Valuable Clay in Saskatchewan District Among the most important clay fields of Saskatchewan is that of the East End-Ravenscrag District, in the Cypress Hills, near the southwest corner of the province. South of the Cypress Hills the Frenchman river exposes valuable refractory and semi-refractory clays. The deposits are not as refractory as those further east, but are of the earthenware and stoneware type suited to the manufacture of Rockingham, yellow ware, and a wide range of stoneware, including chemical stone ware of clay products that are burned to vitrified bodies in a range from cones 5 to 9.
These deposits are described as high grade raw clays favorably situated in reference to water supply, transportation and fuel.
Clays in Lake of the Rivers district, 250 miles east, are part of the same formation.

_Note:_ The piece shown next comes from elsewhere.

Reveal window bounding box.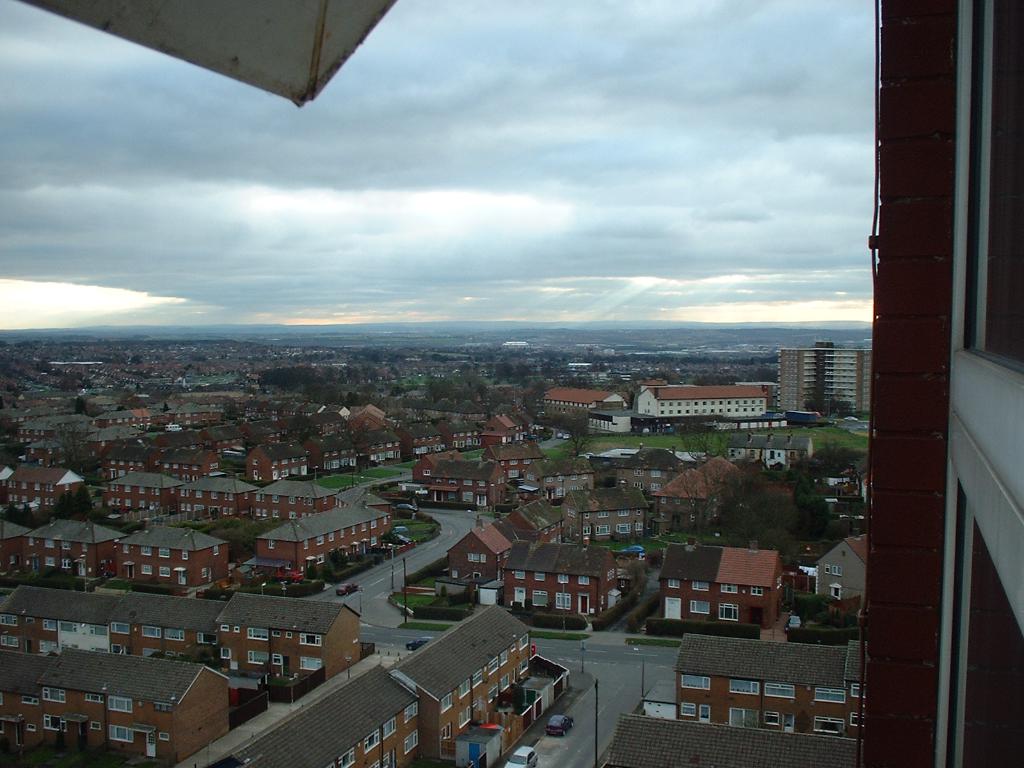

It is from these exposures that the Alberta clay plants ship large quantities of raw clay to Medicine Hat, where it is mixed with East End clay for the manufacture of pottery.
At Readlyn and Verwood there are still others not much further removed from transportation. The majority of the white clays in this district are of ball or of semi-china class, burning nearly white in some cases, and to a cream-white in others. They are plastic and more refractory than the clays at East End. There are others of the stoneware type, as well as semi-refractories, suitable for sewer pipe, terra cotta, enamel ware, and ordinary fire brick for stove linings.

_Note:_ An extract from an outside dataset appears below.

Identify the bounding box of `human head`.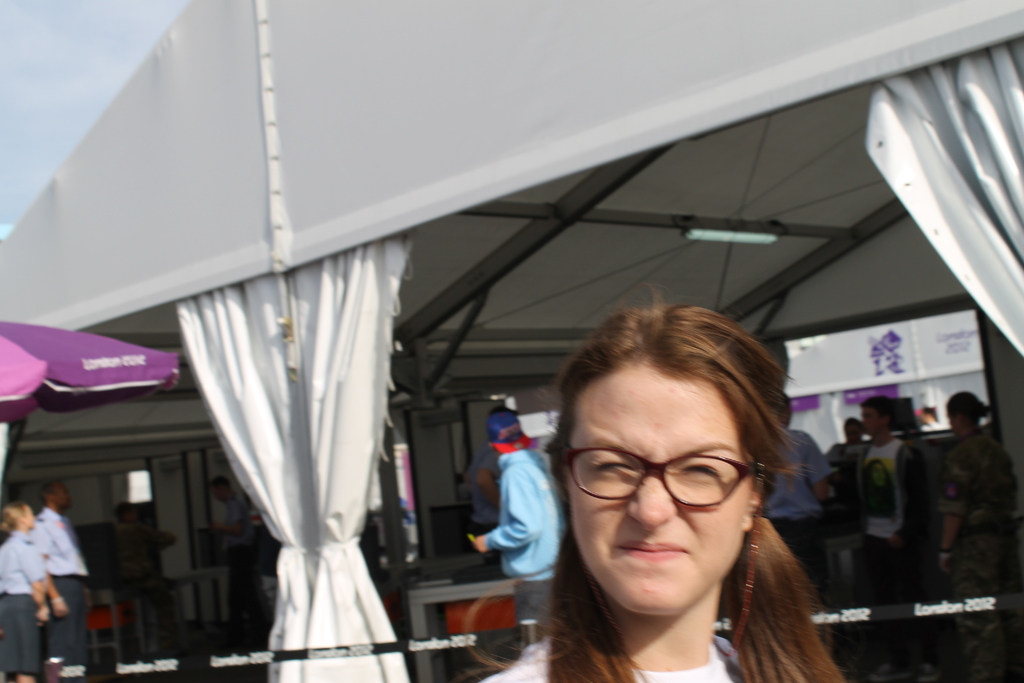
region(945, 393, 988, 432).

Pottery and fire clays are found in Willows, Readlyn and Claybank fields. From the Souris River good water is available. The district is much more attractive to the class of labor required than any other of the clay fields of the province. Situated near the international boundary, and at the gateway of the Western United States it is close to both the eastern and foreign markets.

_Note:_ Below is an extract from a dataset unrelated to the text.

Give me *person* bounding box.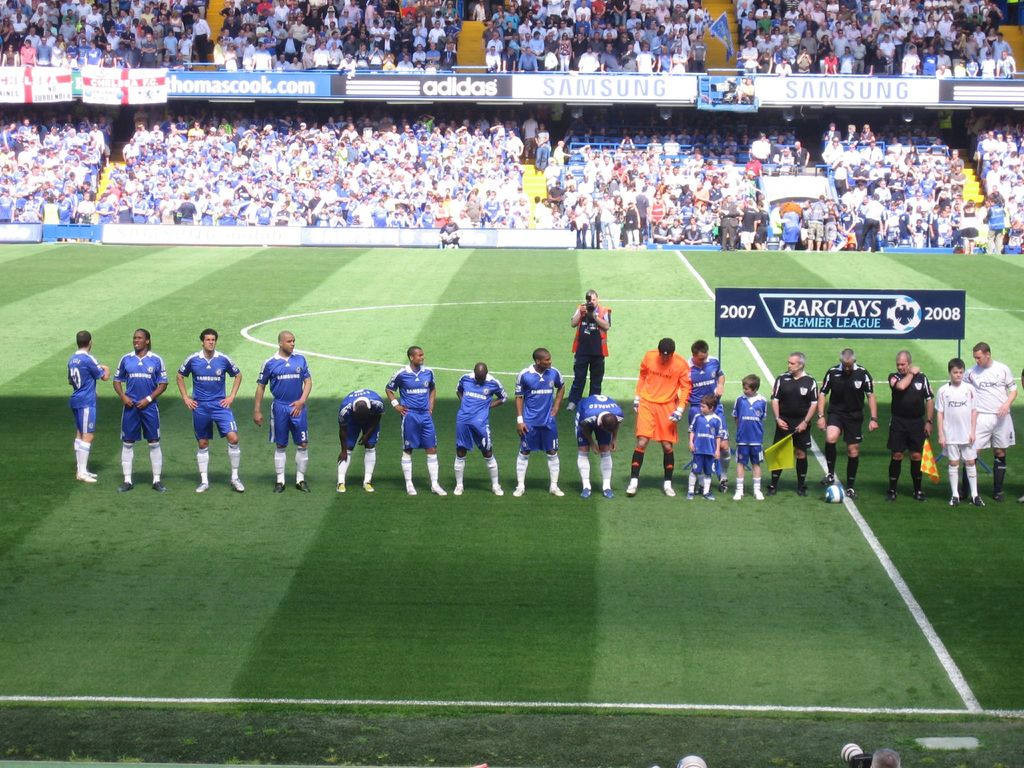
box(730, 371, 767, 499).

Extensive Fire Clay Deposits The fire clays of the Dirt Hills are of singular interest and importance. Several extensive land slides on the northern side of the hills disclose sections of formations from 200 to 300 feet thick. It is in these exposures that some of the most refractory clays thus far discovered in western Canada occur. Several miles west of the Dirt Hills a second elevated area rises from the plains, and is known as the Blue Hills. Here, again are large exposures of refractory clays. For several years a company has been manufacturing fire brick near the town of Claybank at the foot of Dirt Hills. Provincial investigation has recently shown that exceptionally high-grade refractory tiles for locomotive arch work can be made from the Dirt Hills clay, a condition only met in the past by imported tiles.